I have served as the CEO of both National Governing Bodies ( NGB), and I am aware of the reality that there is a lot of planning and hard work, especially for niche sports like weightlifting and fencing.
So, how does one go out, develop a niche activity, and get enough business income to make the business bite? The answers are two-fold: Knowing who you are, what you can market and who’s going to buy it, and
keeping a constant eye on the important things that affect change.
Our problem: USA Fencing is seen as a specialty game, with a membership foundation of a color quick of 50, 000—mostly under 18. 40 miles from New York City, about a third of our people are there. It’s also a game with a large family money, a large Eastern American people, and is among the fastest-growing activities in the USA.
The trouble was that two years ago, our revenue was over, our faith from our stakeholders—including athletes —was over. Nearly all of our team had left while we were in the throes of a leadership crisis.
Working with our board of directors and creating a new strategic plan that would promote progress, reputation management, and providing quality service to our membership was our first step. In other words, we had to get extreme! To strengthen our relationships with the base, we conducted a listening trip, actually observing the actual fencing at locations like the traditional Fencers Club in New York City, the LA International Fencing Center in Los Angeles, and many others.
Then we moved on to rebuilding our base, introducing the U.S. Fencing Foundation banquet, and promoting innovative ways to support landscaping.
From there, we took a site out of McLaren F1’s book and created a CEO advisory committee full of blue-chip, growth-focused professionals who helped us opened gates for expansion, and for business relationships. We need that connection and buy-in because no one has a fencing budget.

A data analysis company, as luck would have it, was one of those people who could really help us understand who we are, from the fundamentals of how much money we make to how many people speak Korean as a second language.
A second member of the group’s family helped us gain knowledge of many of the people we knew so we could start systematically pursuing relationships that needed to develop, show potential clients the value of a partnership with a niche sport, and gain access to those contacts ‘ backgrounds.

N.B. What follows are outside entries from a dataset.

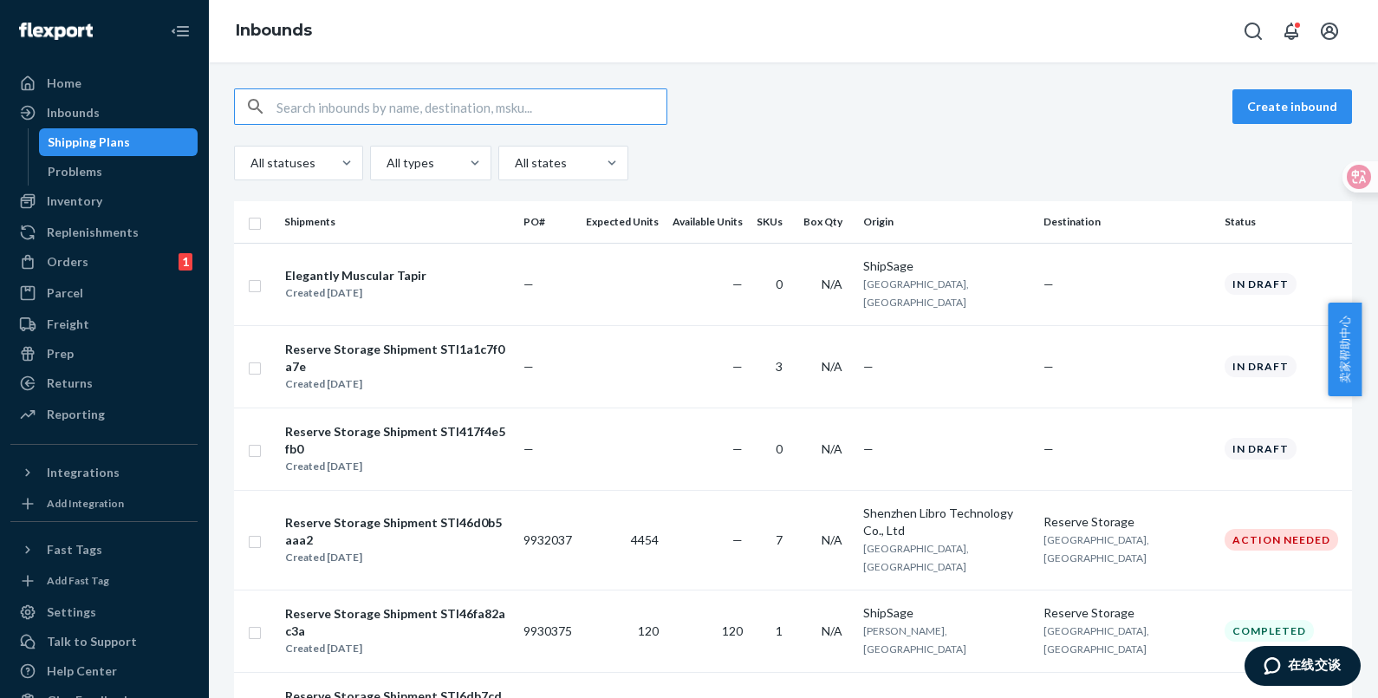 This screenshot has height=698, width=1378. Describe the element at coordinates (81, 671) in the screenshot. I see `div: Help Center` at that location.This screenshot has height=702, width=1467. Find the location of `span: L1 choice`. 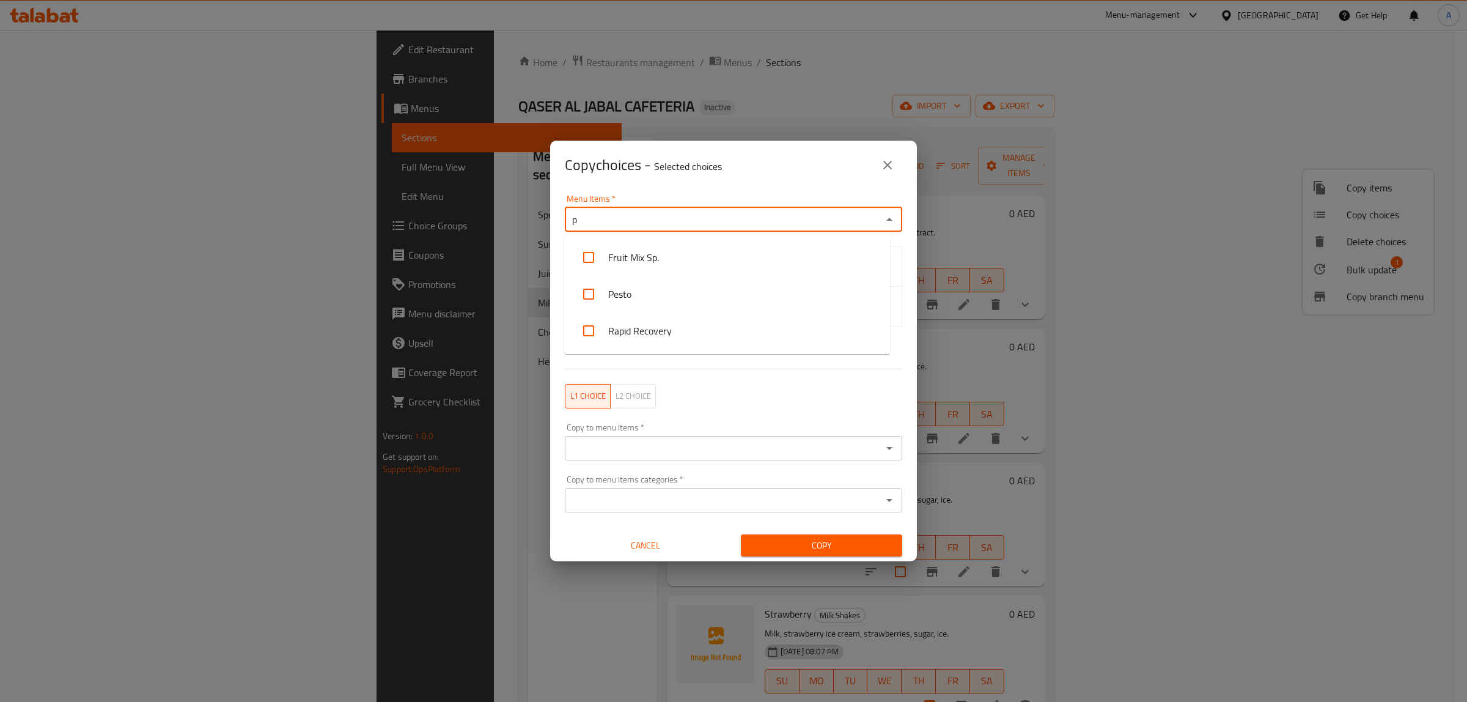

We sell products that have a direct connection to the consumer. We ca n’t sell eyeballs; instead, we must sell that direct ability to reach a very specific demographic. At times, we’ve even been confident enough to guarantee a brand’s revenue.

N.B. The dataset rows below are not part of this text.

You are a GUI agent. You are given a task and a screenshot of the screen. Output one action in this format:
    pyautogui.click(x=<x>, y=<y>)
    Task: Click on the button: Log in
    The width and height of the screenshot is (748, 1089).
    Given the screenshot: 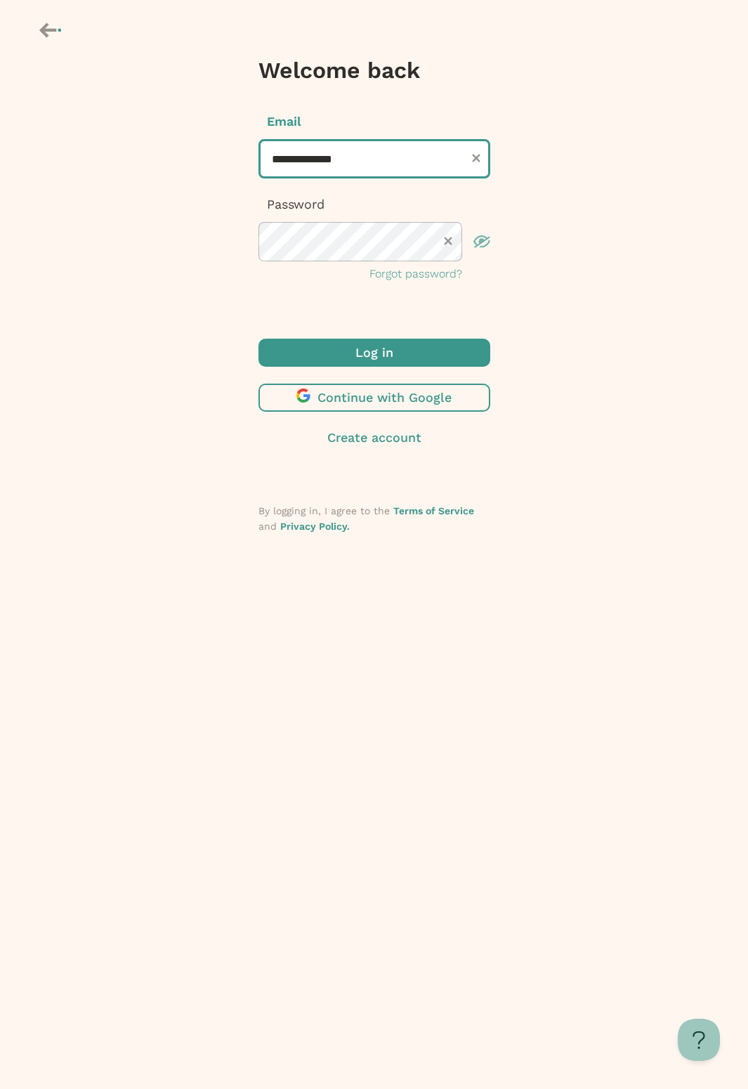 What is the action you would take?
    pyautogui.click(x=375, y=353)
    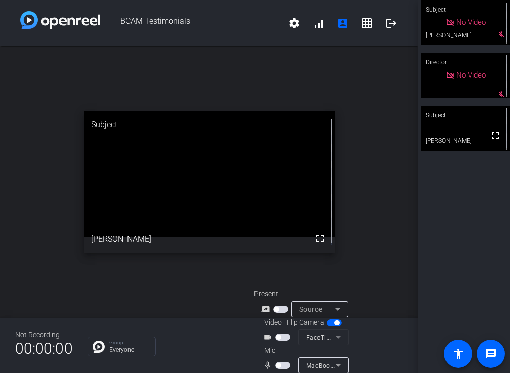  I want to click on span: 00:00:00, so click(44, 348).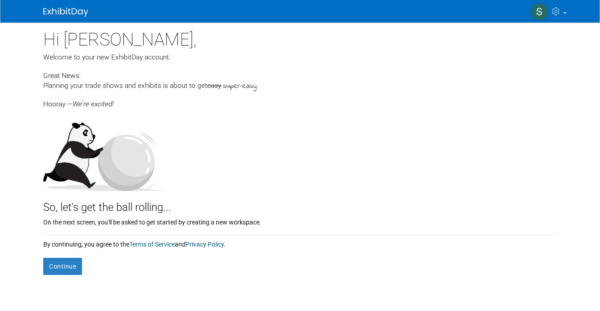  Describe the element at coordinates (540, 12) in the screenshot. I see `img: Sherri Shulman` at that location.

We needed to expand the base because participation is a key revenue driver for us and similar Olympic and paralympic sports because membership is a key revenue driver. In order to do this, we needed to increase the base.

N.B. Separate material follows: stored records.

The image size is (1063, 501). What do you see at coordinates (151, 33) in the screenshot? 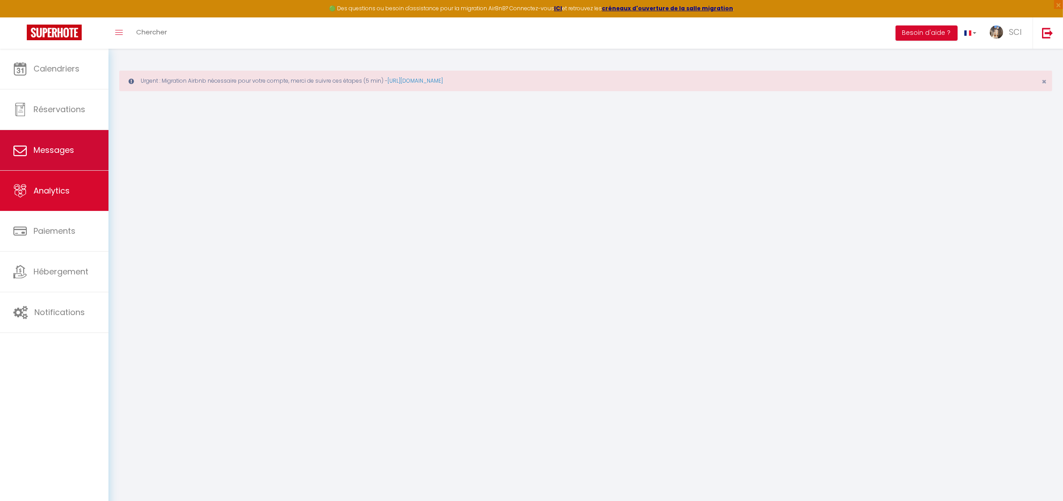
I see `a: Chercher` at bounding box center [151, 33].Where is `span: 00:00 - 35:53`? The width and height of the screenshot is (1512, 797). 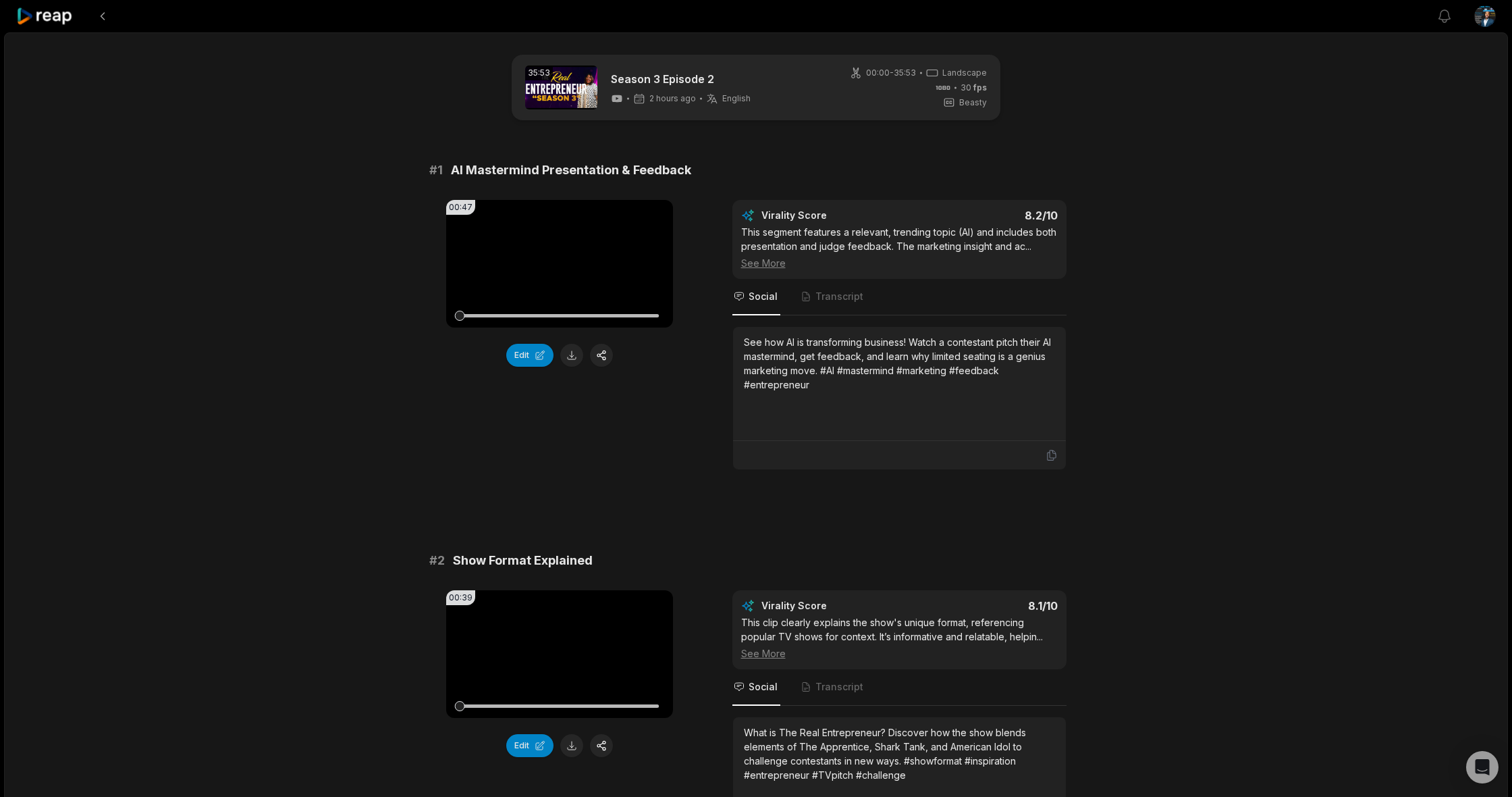 span: 00:00 - 35:53 is located at coordinates (891, 73).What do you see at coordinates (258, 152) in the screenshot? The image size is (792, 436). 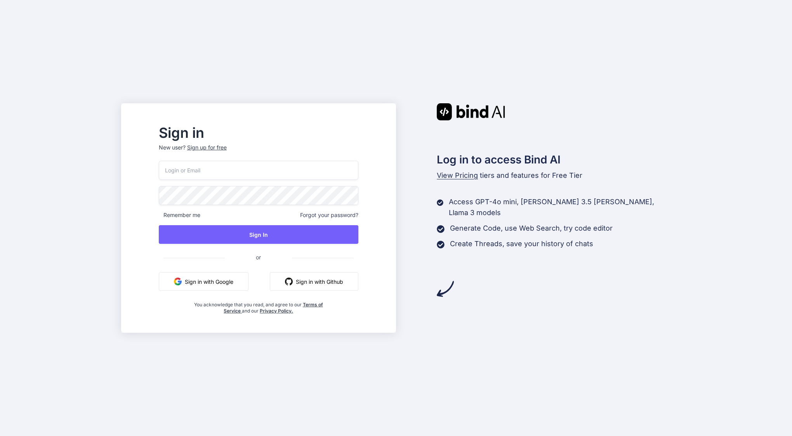 I see `p: New user?` at bounding box center [258, 152].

By the Los Angeles 2028 Olympic & Paralympic Games, according to our current strategic plan, we will almost double the number of participants.
The Olympic &amp, Paralympic Games reach on NBC’s networks helps us, but we have to harness it, and we needed to do more.
With just over 35, 000 people taking the sport each week, we did something for the NGB to give citizens of all countries the opportunity to experience it at 15 important sites across the country, including the Grand Central Terminal in New York City and the Mall of America in Minneapolis.
What happens next?
To take them to training facilities and clubs. To support individuals who want to start fencing clubs in their communities, we created the Club Incubator Program. We’ve moved quickly to open new facilities across the U. S., with the first in Madison, Wisconsin, to add capacity and more participants that start over this whole cycle.
By knowing where we’re going, thinking outside the box, and trusting our data, we’ve introduced a seven-figure commercial program ( from nothing two years ago ), seen record membership, earned record medals on the field of play, achieved record revenue, and seen record customer satisfaction. And we’re not done yet!
In August 2022, Phil Andrews took over as CEO of the United States ‘ national governing body ( NGB ) for the Olympic and Paralympic fencing competition. Andrews served as the CEO of USA Weightlifting for nearly ten years before he joined USA Fencing.